Sometimes it's uphill work. This stuff starts out couched in friendly comprehensible language but often gets bogged down in technical terms very quickly. It seems not everyone has the skill of Stephen Hawking; I found A Brief History of Time entertaining and comprehensible.
One thing I'm picking up from my current reading material, and anyone who's read this blog before may recognise the topic, is the battle between materialism and dualism. I may have been sitting on the fence before but recently I fell off into the materialist garden. I suddenly realised that it was, if you'll pardon the pun, a no brainer. When trying to describe the mechanism of the mind, the consciousness, dualists postulate a mysterious non-physical spirit controlling the brain. This is fair enough in itself but in order to provide a complete scientific theory of mind they should then have to show how consciousness arises in this ethereal organ, describe its mechanism.
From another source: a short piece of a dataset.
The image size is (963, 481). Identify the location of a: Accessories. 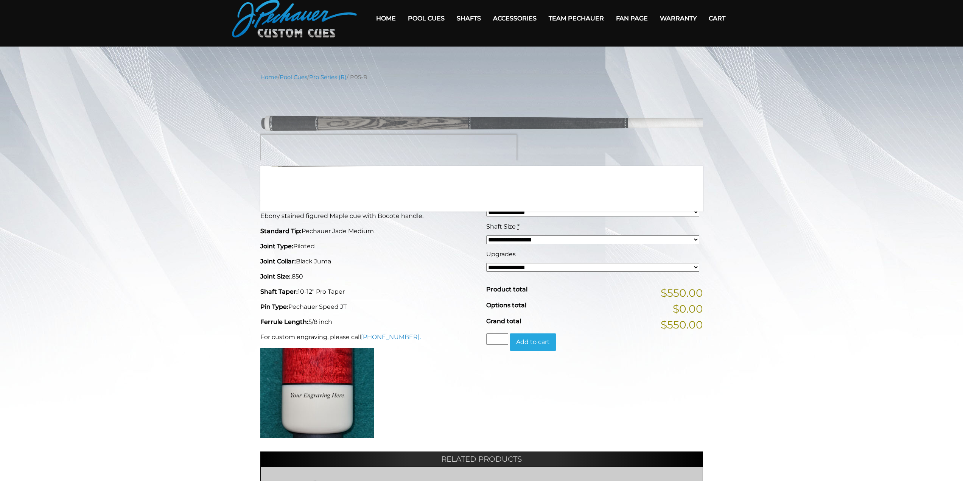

But this is merely moving the problem and if we've got to work out what the mechanism of awareness is, Occam's Razor suggests we keep it simple. Why add this extra step? The spirit needs to be as fully described as the brain and if we're not careful we're going to end up postulating a meta-spirit running the spirit (trialism), then a meta-meta-spirit (quadralism) and so on into infinity.
However, as I have observed before though, we should be wary of scientific arrogance which tends to imply that we've pretty much got it sorted by now. I am firmly of the opinion that there are great swathes of science yet to be revealed, some of which will change our understanding of the way the universe works more than the discovery of quantum mechanics did. Perhaps science itself is fractal; however much we discover there will always more to be discovered - more devil in the detail and infinite detail in the devil.
I suspect one sign that we're missing something big in science is when the extant theory of How Things Are starts tying itself in knots in order to fit with the known "facts". Take the Ptolemaic System. Starting with the obvious fact that the Earth wasn't moving and was at the centre of the universe it worked outwards from there. It was common sense, surely, the only problem being when it had to start taking the observed movements of the planets into account.
It's too longwinded to go into fully here, but in order to maintain the status quo of the geocentric universe, scientists had to postulate an extremely complicated system of epicycles and equants which, as observations grew more precise, grew ever more complex. In the end it was far simpler to throw out the old geocentric theory and start again (no matter what the church might have thought at the time).
So beware of theories which start getting too complex, growing Occam's Beard in an attempt to fit in with their favourite worldview, and introducing mechanisms which start displaying signs of recursion and infinity. This is probably a sign that there's something very basic wrong, and something very big missing.
We can't see the worldview for the theories.
Comments
I think science is really struggling, partyicles that have never been proven to exist but which probability suggests most definitely should, in order to hiold their teetering theories together with string (theory). What I find intriguing is that so mnay of these enw theories are in fact extended and rather beautiful metaphors - ie our currency as artists/writers - the butterfly effect being one of its highest examples.
Me, I'm a relatavist. I don't really believe in any unshakeable physical reality, only an agreed consensus on such laws as appears to approximate the workings of the world. But I think these merely mirror how the human visual field works and how the brain organises data and conceptualises from stored templates from it. And at the heart of all this - LANGUAGE, through which all (shared at least, if not individual) conceptualisation takes place. So time for the artists to grasp the nettle once again and deal with perception, with language and particularly with nominalism - the relationships between things and their ascribed name a la Plato. Much material lies within such investigations.